Richard, the second son, died, whilst yet in the flower of his youth, of a fever, caught in bunting in the depopulated districts of Hampshire, during the lifetime of his parents. According to some authors, the fever was occasioned by a gore from a stag. Ho was buried in "Winchester Cathedral, where, to this day, a stone slab marks the site of his grave.
William Rufus mounted the English throne on the death of his father, and was slain whilst hunting in the New Forest, in Hampshire, by the erring arrow of Sir Walter Tyrell, his royal bowbearer.
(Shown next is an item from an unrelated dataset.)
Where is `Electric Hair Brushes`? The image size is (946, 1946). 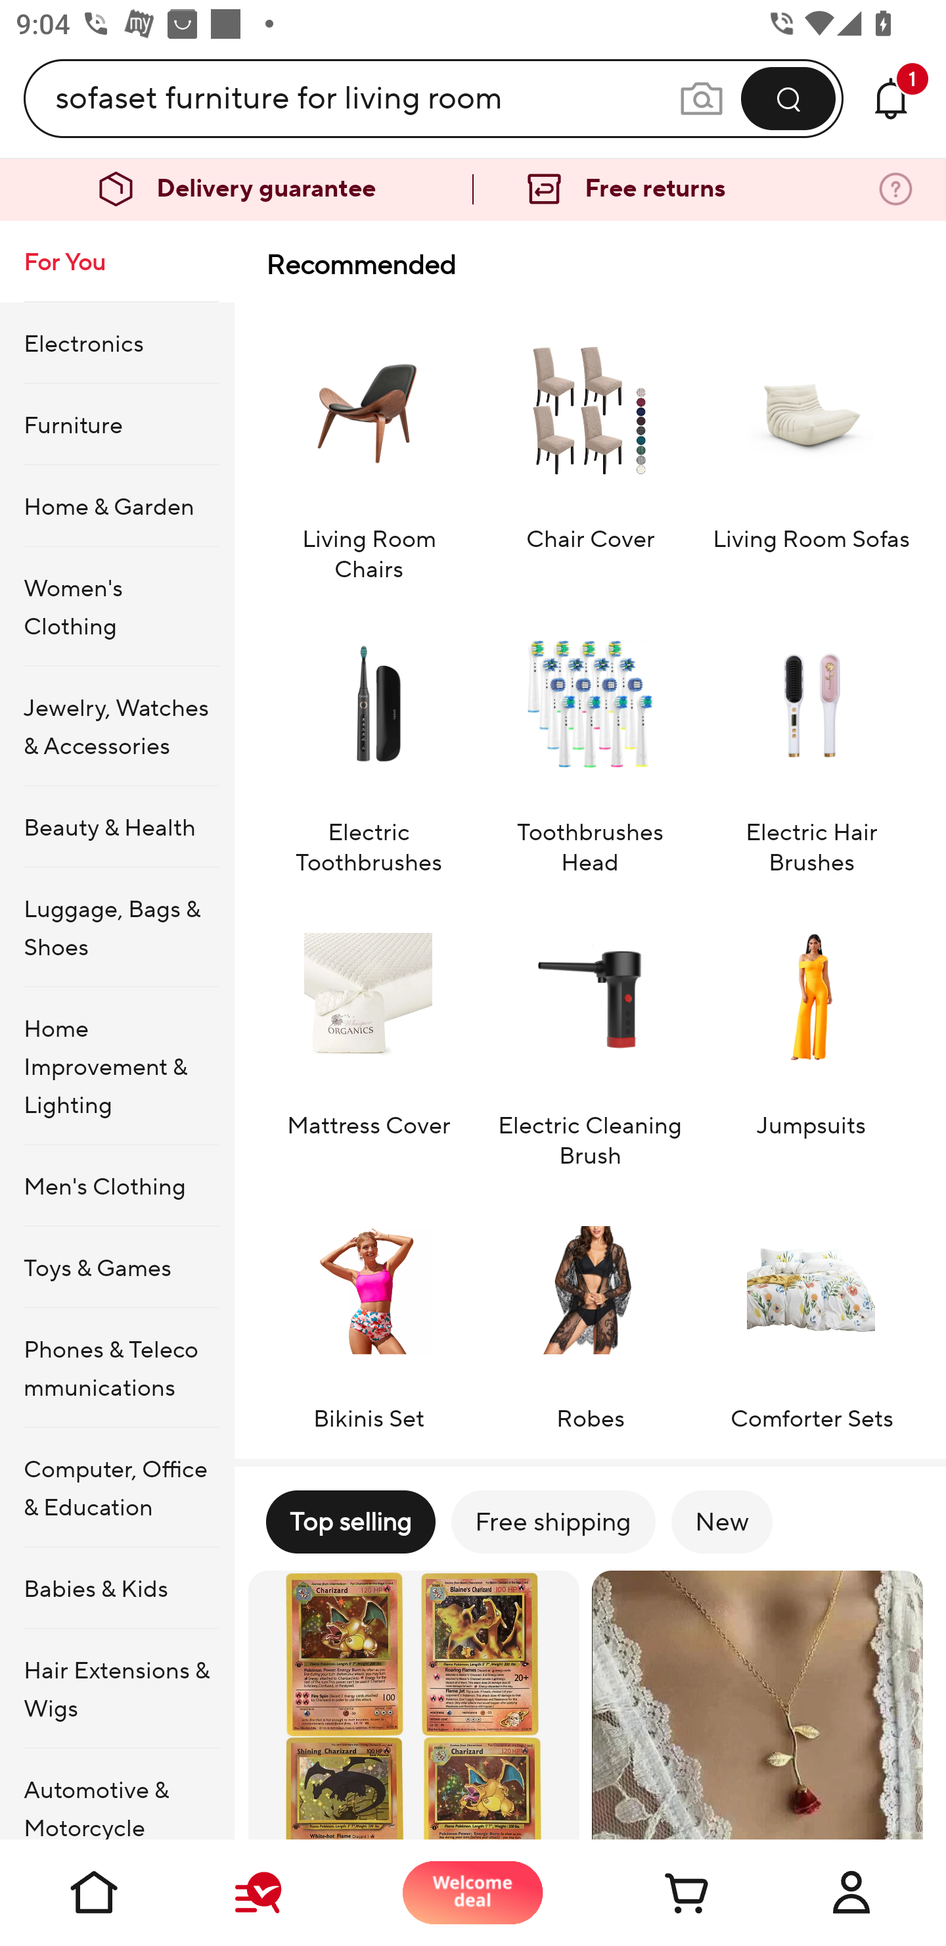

He died on the second of August, 1100, and was succeeded on the throne of England by his younger brother, Henry, surnamed Beauclere, or the Scholar, on account of his great literary acquirements.
Cecilia, the eldest princess of 'William and Matilda, was veiled a nun in the abbey оf Fescamp, and afterwards became abbess of the convent of the Holy Trinity, founded by her mother, at Caen, where she exercised her high office for many years, and, in all probability, died at an advanced age, as a contemporary chronicler states that she was living in the reign of Henry I. Constance, the second daughter, married Alan, Duke of Bretagne, and died during the lifetime of her mother.
Agatha, the third daughter, was, when young, affianced to Harold, and maintained so great an affection for his memory, that afterwards, when her father, for political reasons, agreed to marry her to Alphonso, King of Gallieia, she, with tears in her eyes, told him—"Her heart was so devoted to her Saxon betrothed, that she would rather die than become the wife of another ;" and, singular enough, she obtained her desire. On her journey to Spain, she passed to eternal life, without having seen the face of her intended husband. Her body was conveyed to Normandy, and inferred at Bayeux, in the church of St. Mary.
The fourth daughter, Adela, was married to Stephen, Earl of Blois. She had four sons. The third, named Stephen, succeeded to the English throne shortly after the death of his uncle, Henry I.; and the second was Henrv, Bishop of Winchester. On the death of her husband, she was veiled a nun, at Mareigney, where she died in 1137, and in the seventy-fifth year of her age. Her remains were conveyed to Caen, and deposited with those of her sister Cecilia, in the abbey of the Holy Trinity.
Gundard, the fifth and youngest daughter, was wedded to William de Warren, a powerful Norman noble, who was created Earl of Surrey, in England, by William Rufus. She had two sons, William, from whom many noble families sprung, and Rainold, who died childless. She died in childbed, at Castle-Acre, in Norfolk, in 1095, and was interred in St. Pancras church, at Lewes, in Sussex.